The baby found her cold fingers, and she seized one, giving a tiny sigh of contentment. Her peaceful features mirrored those of her father.

I'm starting to fall in love again.

✺✺✺

For the first week after the surgery, Grievous dragged himself from place to place amidst the Geonosian maze that became his home. The one mercy that the Banking Clan had given him was that nobody was around to see him as he weakly used his cybernetic hands to lug hundreds of kilograms of raw metal around the catacombs, his legs limp and useless.

The only thing that kept him from curling up permanently, giving up out of humiliation, was the fantasy of slaughtering the false khagan of Kalee, destroying the Order, and decimating the Republic.

Still the image of Shia and Rón drifted to the front of his mind. But he no longer wished to return to them. They were nothing compared to his modifications and improvements.

Improvements that may never be used if I don't learn to walk.

But in the next few months, he slowly began crawling. By the fifth month, he had resorted to staggering, nausea gripping his disembodied stomach.

And in some strange way, he felt good. He had suffered from psychotic depression, and by getting the cybernetics that issue had been fixed. He could not be happier, lighter, more at ease with his life and with the world....

If only the Jedi were destroyed, and the false khagan killed, his life would be perfect. The memories of getting kissed on the cheek by Rón and nights of bonding with his wife wove their way to the surface of his mind, but who truly understands what flesh feels like when all they are is metal? All he wanted and needed was death.

On the sixth month, when he had learned to walk on hulking metal talons, he sat immobilized in his stasis chamber. In the small window to his private quarters, the image of his blank faceplate stared back at him.

He closed his eyes, swollen from exposure to the Geonosian atmosphere, and waited for the pod to release him. I do not wish to go to Abesmi as nothing but a droid. I am unique.

There must be something to do, that I may be remembered among the galaxy.

His eyes landed back on his blank mask. Carvings. That's what I need.

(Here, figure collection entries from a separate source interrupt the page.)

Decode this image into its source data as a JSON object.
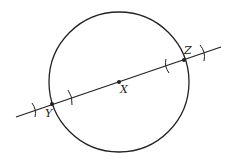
{
  "diagram": {
    "type": "geometric-construction",
    "colors": {
      "stroke": "#222222",
      "background": "#ffffff"
    },
    "circle": {
      "center_label": "X",
      "cx": 119,
      "cy": 82,
      "r": 70
    },
    "line": {
      "x1": 16,
      "y1": 117,
      "x2": 221,
      "y2": 47
    },
    "points": [
      {
        "label": "X",
        "x": 119,
        "y": 82,
        "label_x": 120,
        "label_y": 93
      },
      {
        "label": "Y",
        "x": 52,
        "y": 104,
        "label_x": 45,
        "label_y": 117
      },
      {
        "label": "Z",
        "x": 184,
        "y": 60,
        "label_x": 184,
        "label_y": 54
      }
    ],
    "arc_marks": [
      {
        "near": "Y",
        "position": "outer",
        "x": 35,
        "y": 110
      },
      {
        "near": "Y",
        "position": "inner",
        "x": 70,
        "y": 98
      },
      {
        "near": "Z",
        "position": "inner",
        "x": 167,
        "y": 66
      },
      {
        "near": "Z",
        "position": "outer",
        "x": 203,
        "y": 53
      }
    ]
  }
}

He pressed the button so his medical droid would come, because as strong as he had become, he could not cut metal itself.

◈◈◈

Did you know....

● Grievous carving those designs is in pretty much every piece of Legends lore that references Unknown Soldier. However, I didn't put it into the book until at a very late stage of writing.

Tell me what you think....

● Is Grievous right in wanting to stand out? Does this come from a place of fear or vanity?

● How will Quemáy teach Ronderu how to bond with someone again?

● How will Quemáy teach Ronderu how to bond with someone again?